Ringfort (Cashel), Caherfadda, Co. Clare
Co. Clare |
Ringforts
On an east-facing slope in County Clare, a low oval ring of tumbled stone marks the outline of an early Irish cashel, a type of ringfort enclosed by a dry-stone wall rather than an earthen bank.
What makes Caherfadda quietly interesting is not any dramatic height or commanding position, but the accumulation of small details that reward a careful look: a probable original entrance, an upright stone still guarding one side of the gap, and a secondary drystone structure tucked just inside the perimeter.
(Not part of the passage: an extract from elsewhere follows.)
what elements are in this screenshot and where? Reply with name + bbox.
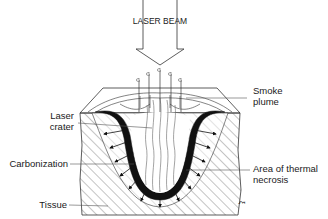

The enclosure is oval in plan, roughly 32 metres along its longer north-east to south-west axis and about 19 metres across. Much of the walling has spread and collapsed into a stony band three to four metres wide and less than a metre tall, but the north-east stretch survives noticeably better, still standing up to a metre in height and retaining something close to its original width. At the south-east, a gap of nearly six metres may represent the original entrance, and an upright stone at its northern edge suggests it was once deliberately defined rather than simply left to decay. Just south of this probable doorway, a small drystone structure, about two and a half metres by less than two metres, sits against the inner face of the cashel wall. Inside the enclosure, a further area of stone spread in the northern portion hints at additional activity or subdivision, though its precise purpose is unclear. The site was already recorded on the Ordnance Survey six-inch maps of 1840 and again in the revised edition of 1916, evidence that it was a legible feature in the landscape for well over a century before any formal archaeological attention came its way.